▶ **GOAL OF THE EXERCISE**: Nothing but the lines from the one showing "The height and width of the screenshot is (635, 1128)." through the final line of the data below belongs in the answer, duplicated exactly and without pictures.

▶ **EXCERPTED DATA**:
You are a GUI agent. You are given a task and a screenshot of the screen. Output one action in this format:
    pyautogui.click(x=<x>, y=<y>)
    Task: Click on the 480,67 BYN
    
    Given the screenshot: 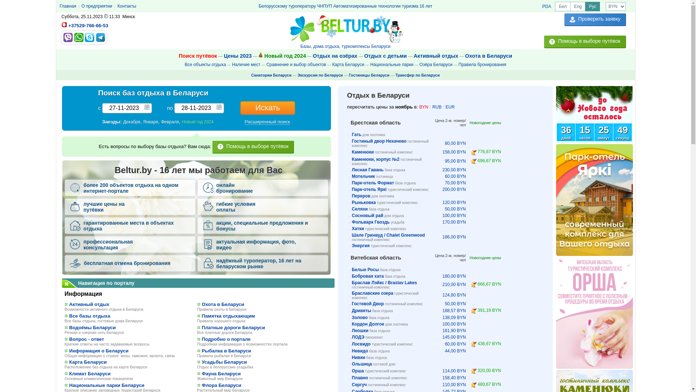 What is the action you would take?
    pyautogui.click(x=490, y=384)
    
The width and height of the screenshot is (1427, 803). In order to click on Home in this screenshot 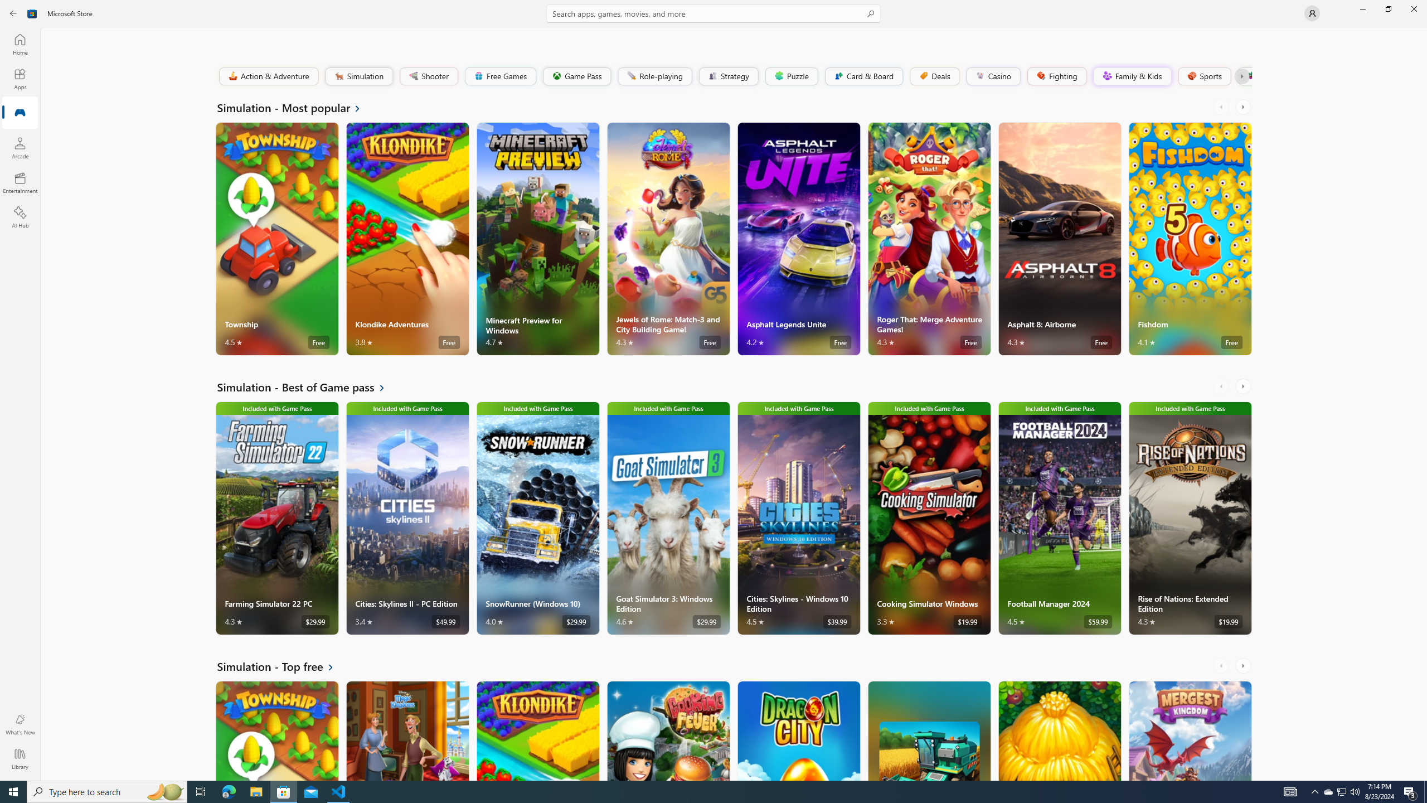, I will do `click(20, 44)`.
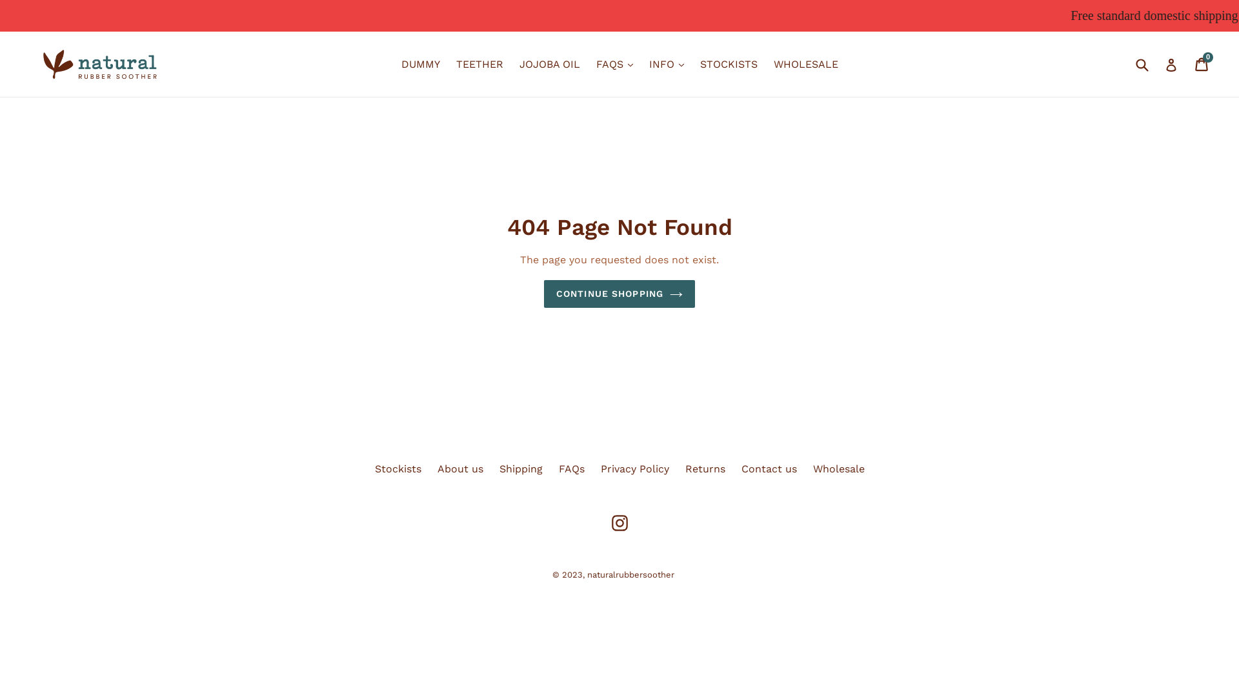 Image resolution: width=1239 pixels, height=697 pixels. Describe the element at coordinates (397, 468) in the screenshot. I see `Stockists` at that location.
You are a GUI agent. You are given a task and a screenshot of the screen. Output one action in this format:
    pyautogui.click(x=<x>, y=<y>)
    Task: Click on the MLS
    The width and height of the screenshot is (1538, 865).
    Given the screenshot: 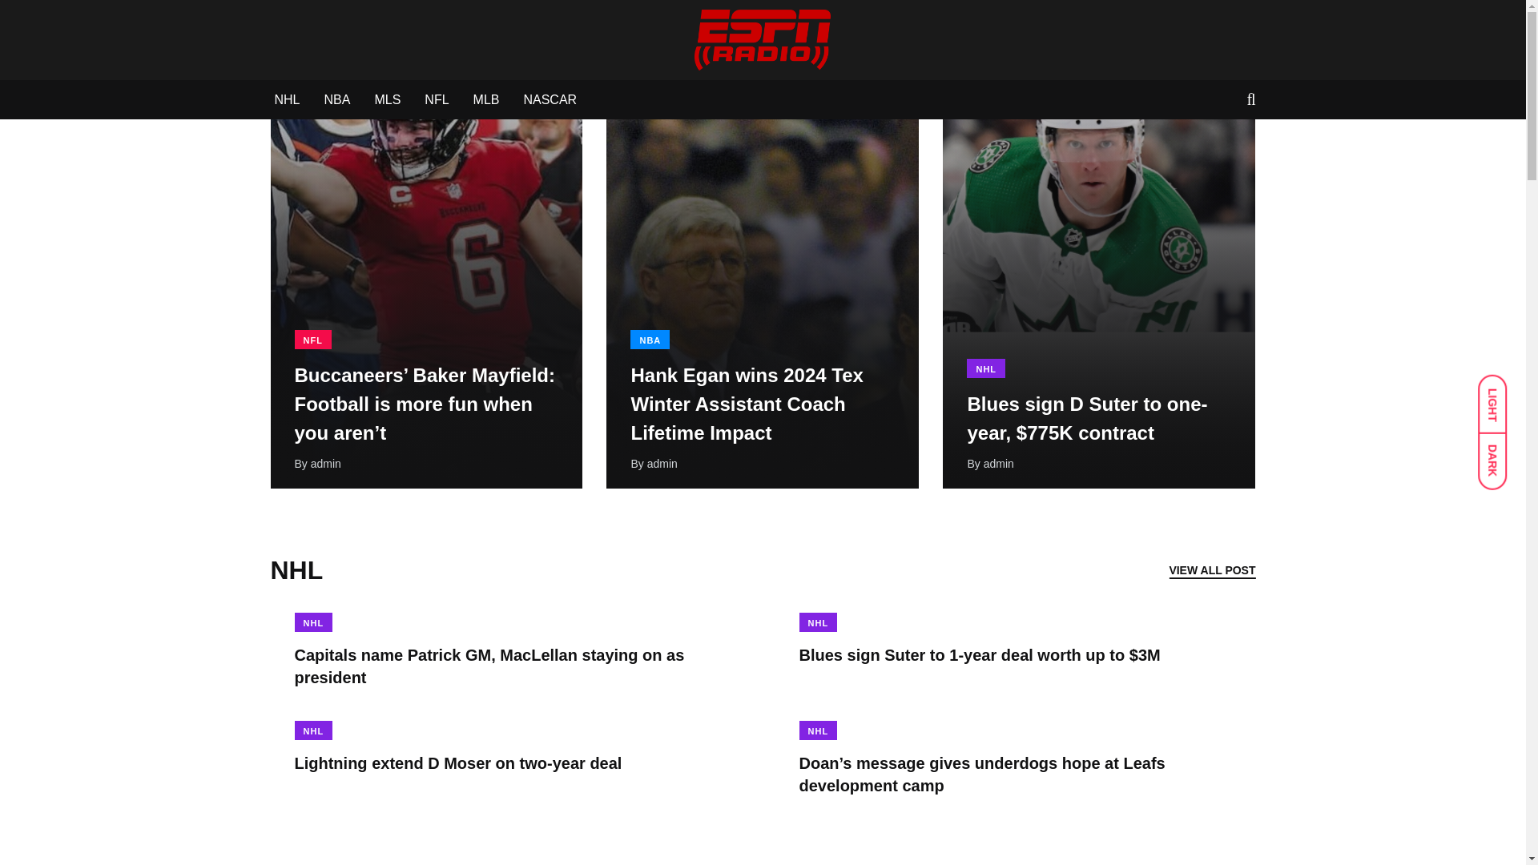 What is the action you would take?
    pyautogui.click(x=386, y=100)
    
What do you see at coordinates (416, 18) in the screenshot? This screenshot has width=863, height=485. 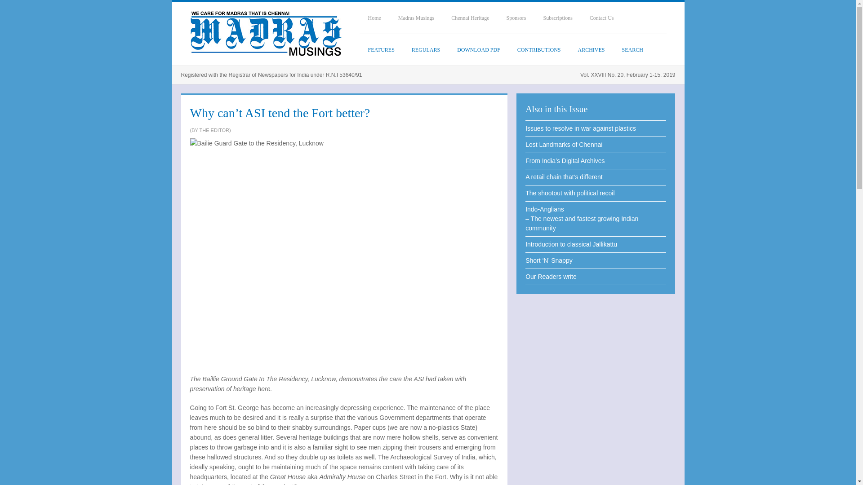 I see `Madras Musings` at bounding box center [416, 18].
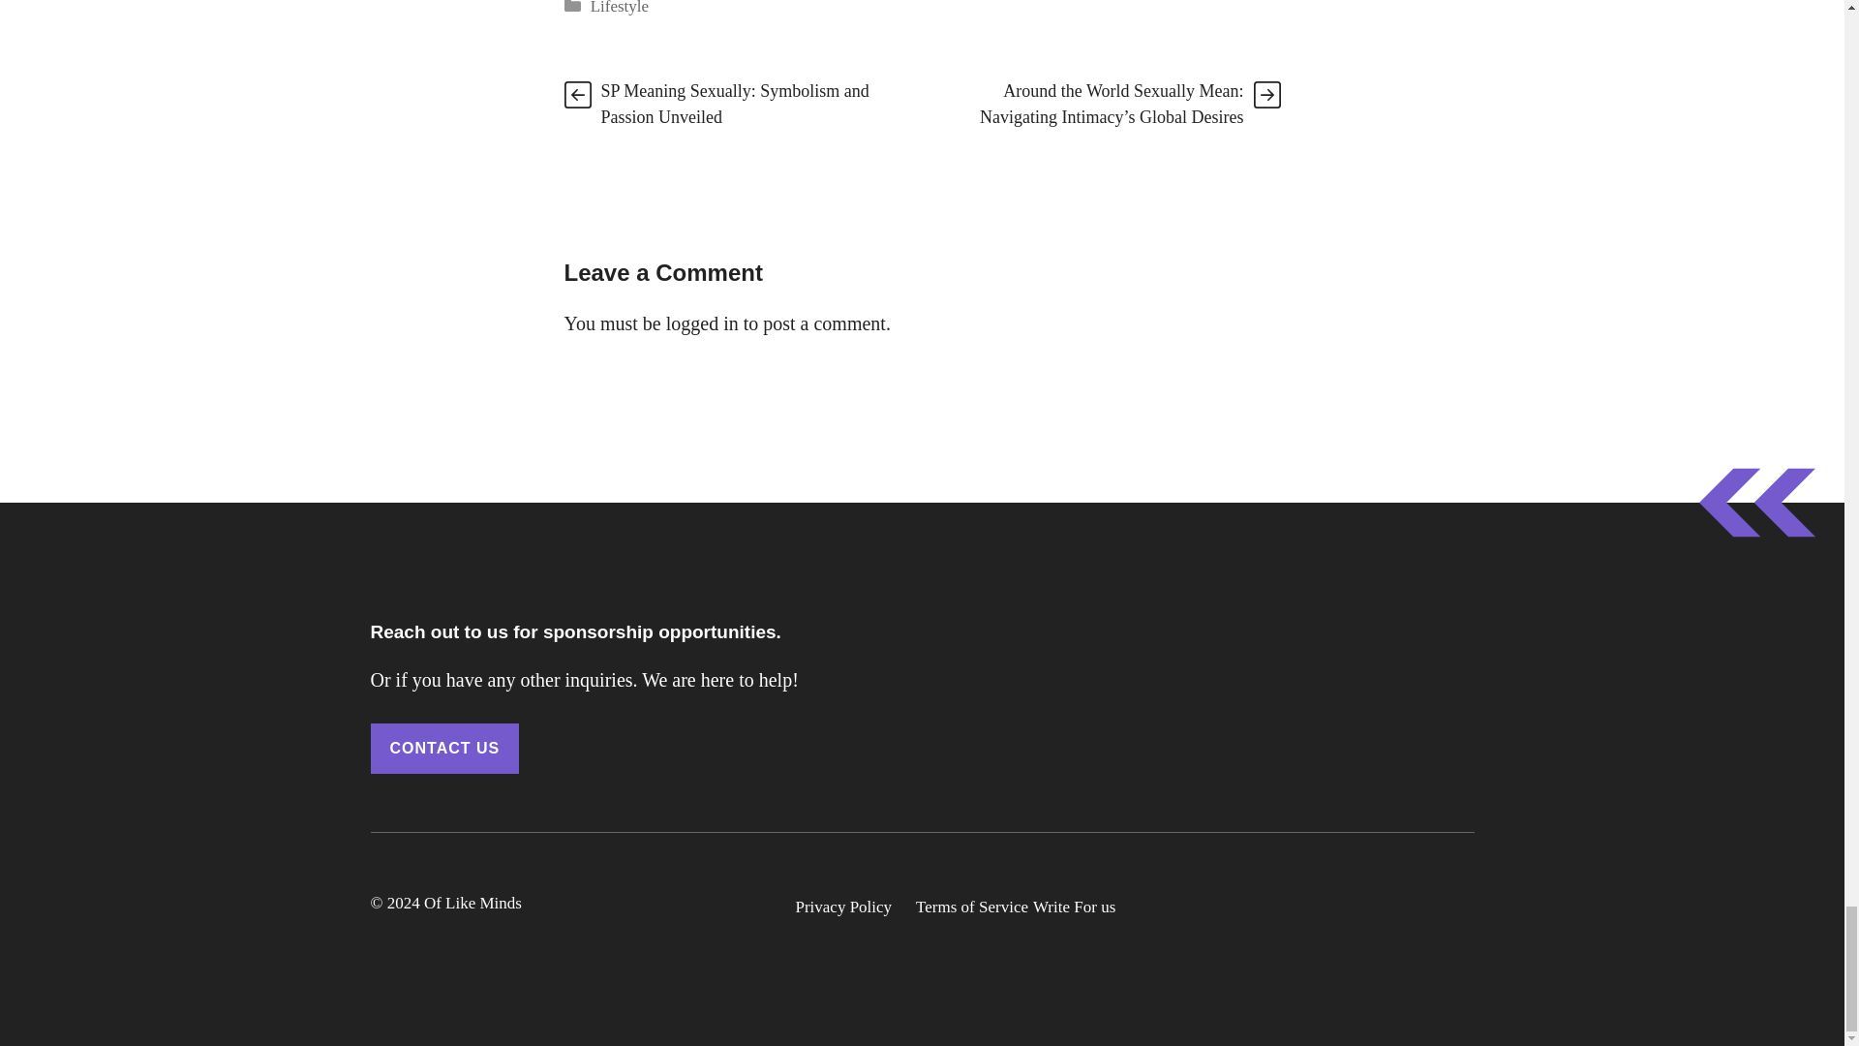  I want to click on logged in, so click(701, 322).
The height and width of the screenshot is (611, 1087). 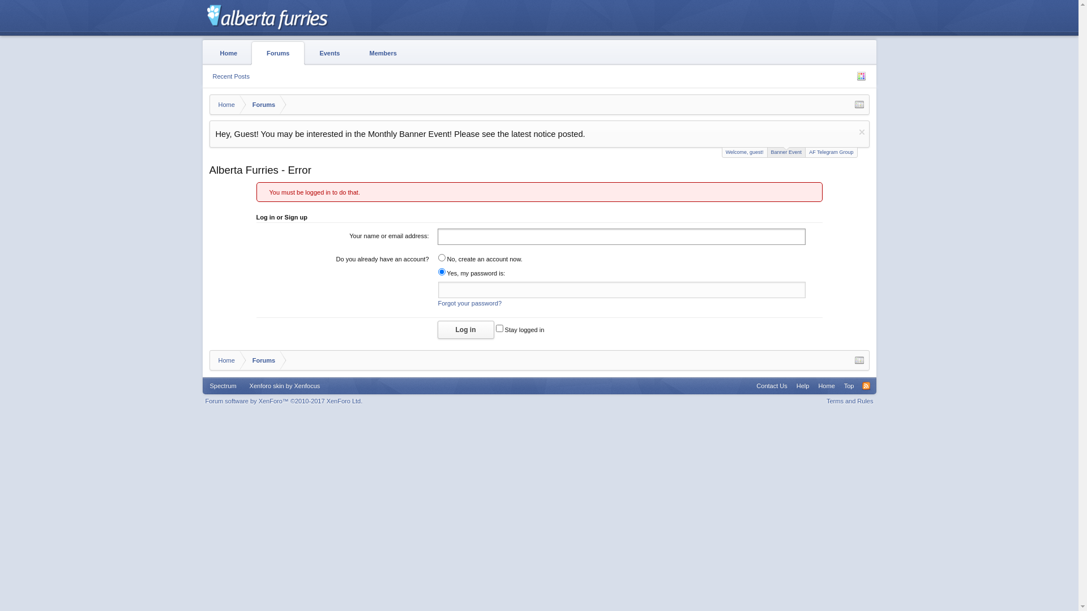 What do you see at coordinates (307, 386) in the screenshot?
I see `Xenfocus` at bounding box center [307, 386].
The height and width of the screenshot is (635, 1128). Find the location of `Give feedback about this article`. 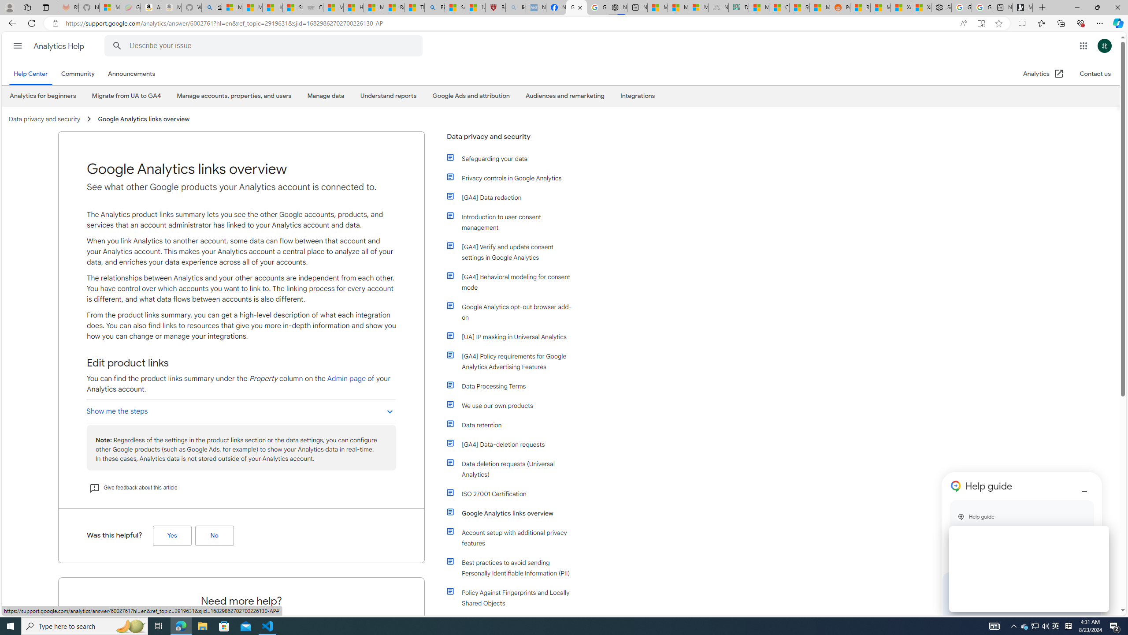

Give feedback about this article is located at coordinates (134, 488).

▶ **PROBLEM SOLUTION**:
The height and width of the screenshot is (635, 1128). Find the location of `Give feedback about this article`. 

Give feedback about this article is located at coordinates (134, 488).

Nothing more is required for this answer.